Reservations

Luxury Travel

Reservations

Luxury Travel

By Laura Gelder

This is a feature from Issue 6 of Charitable Traveller. Click to read more from this issue.

Dock of the Bay

I arrived at Banana Bungalows in a taxi, having flown London to Bangkok and then Krabi after a four-hour layover. I was feeling pretty crabby, but a joyful wave of nostalgia washed over me as I stood waiting to check in – the place took me right back to my carefree year of backpacking. The brightly painted palm-thatched restaurant is open on one side and has raised bamboo platforms where you can sit on a cushion and sip a cold beer from the honesty fridge, adding to a tally next to your name. There’s a book swap with rumpled paperbacks in several languages. Cats slump listlessly on cushions, fans whirring crankily above them, stirring the thick humidity. I followed a path that cut through the mangroves onto a rickety jetty where shaded hammocks rippled in the breeze and deck chairs waited, their stripes solar-bleached and salt speckled. I sat down and gazed across Phang Nga Bay, where hundreds of limestone karsts rose haphazardly from the turquoise sea.

Climb 1,237 steps up to the Tiger Cave Temple for amazing views of the Andaman Sea

Krabi Province is famous for rock climbing thanks to its sheer limestone cliffs

Karsting Off

That first day I went kayaking through the mangroves of neighbouring Thalane Bay, crossing emerald waters to land on tiny wild beaches at the foot of giant jungle-clad karsts and briefly taking on a hitchhiker, a monkey which landed suddenly on my bow.
Back on the deck chair again, as the light faded that evening the tide receded in tandem, the mangrove behind me seeming to swallow it greedily with strange popping sounds accompanying the electric sawing of the cicadas. By then, waves no longer lapped below, and I hopped down onto wet sand and walked out on the seabed. As I strolled a loud rustling accompanied me, stopping whenever I did. Eventually, I realised it was thousands of tiny crabs running from me. The karsts faded to watercolour smudges, purple against the coral-hued horizon as the haunting sound of the call to prayer echoed from a mosque somewhere inland. If you want to find peace, I recommend Krabi.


**PROBLEM TO SOLVE**
Examine each line of the data. Copy the line if it includes the word "series".

**Records drawn from a dataset**
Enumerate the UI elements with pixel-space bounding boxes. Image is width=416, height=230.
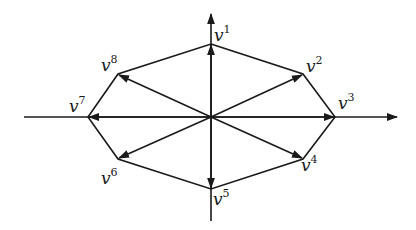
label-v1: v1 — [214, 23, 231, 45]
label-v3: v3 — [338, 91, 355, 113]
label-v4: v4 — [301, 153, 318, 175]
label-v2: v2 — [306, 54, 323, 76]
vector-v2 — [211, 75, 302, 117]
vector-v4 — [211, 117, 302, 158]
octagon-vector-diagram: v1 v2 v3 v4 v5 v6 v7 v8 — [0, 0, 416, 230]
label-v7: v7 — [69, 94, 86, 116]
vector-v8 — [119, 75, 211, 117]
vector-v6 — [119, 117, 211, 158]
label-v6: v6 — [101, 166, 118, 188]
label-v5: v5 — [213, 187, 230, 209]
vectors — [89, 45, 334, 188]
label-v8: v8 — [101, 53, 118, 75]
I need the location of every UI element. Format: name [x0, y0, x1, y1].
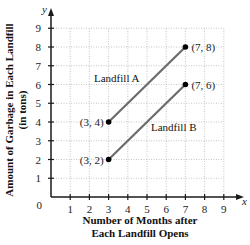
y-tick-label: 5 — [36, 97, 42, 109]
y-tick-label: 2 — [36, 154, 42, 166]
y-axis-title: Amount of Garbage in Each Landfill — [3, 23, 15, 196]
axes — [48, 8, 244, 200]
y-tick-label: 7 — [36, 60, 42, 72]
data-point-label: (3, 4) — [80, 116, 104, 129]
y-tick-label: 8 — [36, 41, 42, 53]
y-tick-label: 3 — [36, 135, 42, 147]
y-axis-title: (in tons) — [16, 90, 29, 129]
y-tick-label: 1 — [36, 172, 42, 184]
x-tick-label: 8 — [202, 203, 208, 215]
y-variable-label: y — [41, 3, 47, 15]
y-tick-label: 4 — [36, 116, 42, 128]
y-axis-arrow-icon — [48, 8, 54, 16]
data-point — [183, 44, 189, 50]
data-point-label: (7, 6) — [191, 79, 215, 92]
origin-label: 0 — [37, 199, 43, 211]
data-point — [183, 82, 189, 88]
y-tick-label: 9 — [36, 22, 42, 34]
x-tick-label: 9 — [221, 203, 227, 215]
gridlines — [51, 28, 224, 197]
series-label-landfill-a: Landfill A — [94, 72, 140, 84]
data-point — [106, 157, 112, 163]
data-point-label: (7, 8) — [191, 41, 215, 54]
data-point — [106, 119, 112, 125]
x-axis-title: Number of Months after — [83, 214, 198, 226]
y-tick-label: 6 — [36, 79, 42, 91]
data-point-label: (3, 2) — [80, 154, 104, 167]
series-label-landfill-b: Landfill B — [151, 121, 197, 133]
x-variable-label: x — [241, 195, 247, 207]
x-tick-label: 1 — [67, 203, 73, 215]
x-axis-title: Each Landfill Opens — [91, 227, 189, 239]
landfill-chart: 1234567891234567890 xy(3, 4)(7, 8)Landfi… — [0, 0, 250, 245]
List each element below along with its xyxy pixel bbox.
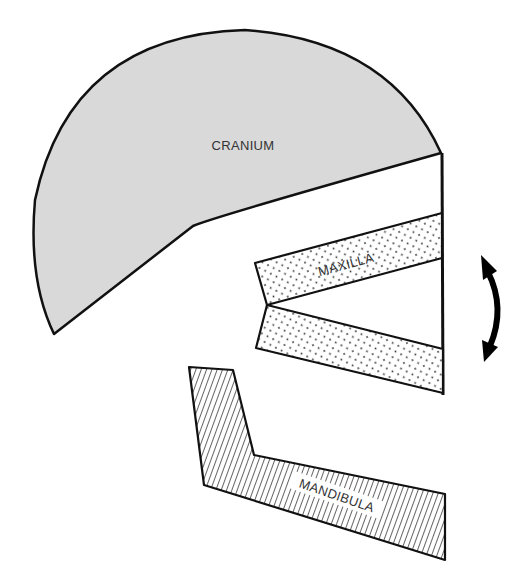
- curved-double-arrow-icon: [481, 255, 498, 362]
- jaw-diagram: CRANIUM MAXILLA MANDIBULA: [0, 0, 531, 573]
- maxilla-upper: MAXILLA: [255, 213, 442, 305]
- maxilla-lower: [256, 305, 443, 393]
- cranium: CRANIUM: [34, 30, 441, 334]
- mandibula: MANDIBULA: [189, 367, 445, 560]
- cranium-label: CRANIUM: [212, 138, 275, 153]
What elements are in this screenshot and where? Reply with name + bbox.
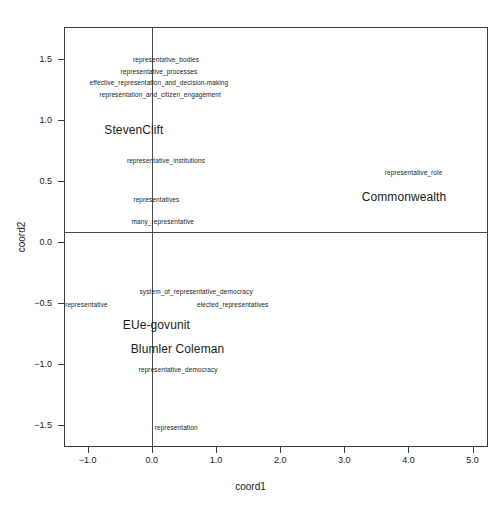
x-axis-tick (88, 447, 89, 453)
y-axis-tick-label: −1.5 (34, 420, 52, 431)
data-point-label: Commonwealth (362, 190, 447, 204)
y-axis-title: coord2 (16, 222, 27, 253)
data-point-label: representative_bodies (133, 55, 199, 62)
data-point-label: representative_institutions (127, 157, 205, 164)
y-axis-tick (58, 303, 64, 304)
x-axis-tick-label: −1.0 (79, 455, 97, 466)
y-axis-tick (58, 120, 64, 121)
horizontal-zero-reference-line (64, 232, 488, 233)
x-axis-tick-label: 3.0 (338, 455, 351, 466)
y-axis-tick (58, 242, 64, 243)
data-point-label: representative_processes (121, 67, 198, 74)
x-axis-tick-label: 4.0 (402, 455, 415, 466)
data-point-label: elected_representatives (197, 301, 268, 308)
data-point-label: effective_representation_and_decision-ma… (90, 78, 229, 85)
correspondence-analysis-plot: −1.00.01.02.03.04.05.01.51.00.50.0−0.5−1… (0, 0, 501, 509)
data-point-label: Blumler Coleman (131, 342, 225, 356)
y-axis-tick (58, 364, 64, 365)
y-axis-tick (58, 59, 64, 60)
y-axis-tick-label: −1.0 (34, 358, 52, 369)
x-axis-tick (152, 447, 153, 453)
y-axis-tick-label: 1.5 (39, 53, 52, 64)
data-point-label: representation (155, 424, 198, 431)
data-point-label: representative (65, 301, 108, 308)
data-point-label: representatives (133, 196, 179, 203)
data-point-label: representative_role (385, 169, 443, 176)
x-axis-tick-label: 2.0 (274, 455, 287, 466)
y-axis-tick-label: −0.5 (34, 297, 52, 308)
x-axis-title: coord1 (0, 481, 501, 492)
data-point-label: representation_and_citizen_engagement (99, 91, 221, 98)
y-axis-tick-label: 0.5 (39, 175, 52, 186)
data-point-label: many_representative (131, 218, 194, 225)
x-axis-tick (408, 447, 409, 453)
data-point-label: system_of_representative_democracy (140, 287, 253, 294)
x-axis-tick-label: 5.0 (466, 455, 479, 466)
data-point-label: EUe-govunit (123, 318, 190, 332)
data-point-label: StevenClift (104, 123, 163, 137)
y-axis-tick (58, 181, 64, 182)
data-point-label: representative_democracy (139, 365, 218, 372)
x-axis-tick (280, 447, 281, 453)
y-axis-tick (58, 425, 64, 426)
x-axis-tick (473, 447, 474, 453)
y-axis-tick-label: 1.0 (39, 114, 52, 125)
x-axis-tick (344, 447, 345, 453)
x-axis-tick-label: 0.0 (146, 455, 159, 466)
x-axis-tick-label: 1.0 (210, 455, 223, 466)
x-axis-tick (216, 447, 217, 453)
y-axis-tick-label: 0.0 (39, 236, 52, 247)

**EXERCISE RESULT**
series-label-landfill-a: Landfill A — [94, 72, 140, 84]
series-label-landfill-b: Landfill B — [151, 121, 197, 133]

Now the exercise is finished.